In the unfocused environmental actioner FIRE DOWN BELOW, Steven Seagal (as undercover EPA federal agent Jack Taggart) strides from one fist-fight into the next with that same expressionless expression, and with a startling command of aikido. (I was unaware you needed a 7th dan to investigate spilling of toxic waste.)
Into the backwoods of the Kentucky hills, Taggart brings his fruity designer leather jackets and ever-present ponytail.
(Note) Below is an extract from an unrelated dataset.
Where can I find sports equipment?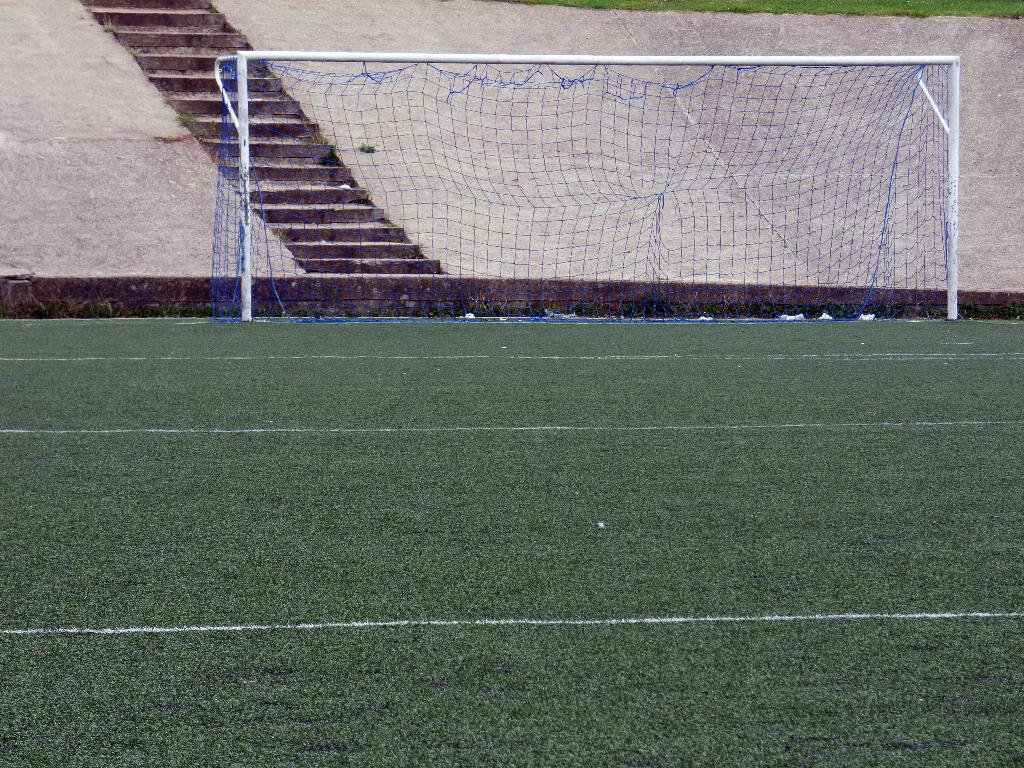
You can find it at 212, 44, 966, 323.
Strawberry-blonde towngirl Sarah (Marg Helgenberger) takes notice, and spills some of her own woman-waste on HIM.
The Crooked Businessman (Kris Kristofferson) who dumps millions of barrels into the backwoods streams and has all the police and other EPA officers in his pocket keeps sending bad guys to beat up Taggart, and Taggart obliges by beating them up – and that’s the only reason this movie has legs at all.
The singular thing that keeps FIRE DOWN BELOW watchable is Seagal’s admittedly magnificent martial artistry; well-directed by Félix Enríquez Alcalá, not cut too close to be disorienting and not over too quickly to be boring (even though Seagal uses a minimum of effort to bring his assailants down, which is one of the features of aikido – that’s why every fight involves many attackers, cos they go down quicker than a pile of bowling pins).
The fiery speech that Taggart delivers to the townspeople about pulling together as a family against the “rich people” who were destroying the town, was so inspirational it made me weep. I’m still crying.
Harry Dean Stanton inhabits the middle background as an old codger who helps Taggart; Levon Helm is the town preacher more expressionless than Seagal, and Stephen Lang is Sarah’s treacherous brother who gets some wondrously luminescent lime-green toxic waste spilled on him during one of those fist fights where everyone has a gun but has to get reeeal close to Taggart before they aim it, just like Boba Fett at the Pit of Sarlaac.
Story and characters flit about lusterless and with no focus and the movie’s outro credits feature b/w pictures of rustic townfolk, as if the movie was some kind of tribute to the frontier spirit. Almost as laughable as Taggart’s ’80’s fashion sense.